Germany today is a scary reality to be living in.

Figure 1: The gaze cannot escape election posters on the streets of Berlin. ©2024 Evgenija Filova
Figure 2: Meanwhile, in another lived reality in Berlin, this is a popular spot where crowds gather every day to enjoy the good weather and share a drink with their friends. ©2024 Evgenija Filova
Figure 3: Stickers are exceptionally popular in the city, here one spotted right underneath an election campaign poster, addressing the crippling gentrification and housing crisis in Berlin. ©2024 Evgenija Filova
Figure 4: Vienna isn’t immune to the rising far-right, rather to the contrary, here is a “re-migration” sticker spotted along the Alte Donau, (falsely) linking climate change to migration. ©2024 Evgenija Filova

P.S. While I choose to focus on the alarming presence of anti-migration content, the resistance is omnipresent. One of my favorite stickers reads: “They see but do not recognize, they hear but do not comprehend.”

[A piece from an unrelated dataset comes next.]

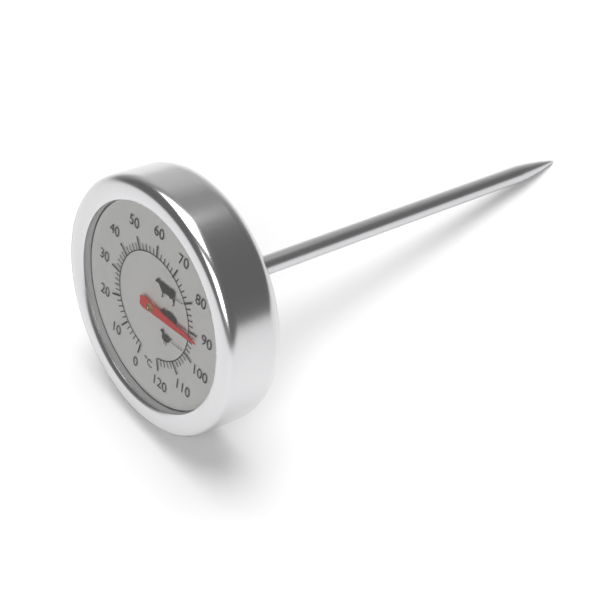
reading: 92 °C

Geoffrey Aung: The Myanmar radical tradition: revolution, reaction, and the changing imperial world order

This article historicizes and conceptualizes the Myanmar radical tradition: a tradition of thought and practice that has animated radical politics across Myanmar’s twentieth and twenty-first centuries. From anti-colonial struggle to decolonization, and from communist insurgency to left feminism, ethnic rebellion, and today’s revolutionary upsurge following the 2021 coup d’état, this radical tradition is best understood not as something bounded or solitary. Rather, it names a productive conjoining of radical thought and practice from within Myanmar, as well as from other times and places, beginning in the imperial world order of the early twentieth century. Revisiting scholarship on transatlantic and transpacific radicalisms, we argue that attention to imperialism offers important insights into Myanmar’s modern history and contemporary dynamics, including the Myanmar radical tradition. Yet, the Myanmar radical tradition—heterogeneous and internally conflictual, a site of historical dispute—also sheds light on the changing imperial world order, which we show has a fundamentally reactive, counter-revolutionary quality. Today’s late imperialism, we argue, can be seen as a retaliatory response to the long arc of decolonization, a story within which Myanmar’s contemporary revolutionary struggle renders the Myanmar radical tradition very much a living tradition.

read full article here:

https://link.springer.com/article/10.1007/s10624-024-09716-0#:~:text=We%20argue%20that%20the%20Myanmar,subjection%2C%20exploitation%2C%20and%20revolt

Phd Position offer extended

Two PhD positions are currently available at the Institute of Cultural and Social Anthropology at the University of Vienna in the ERC project “‘The anthropology of the future: an art world perspective’ (ANTHROFUTURE)” (PI: Manuela Ciotti).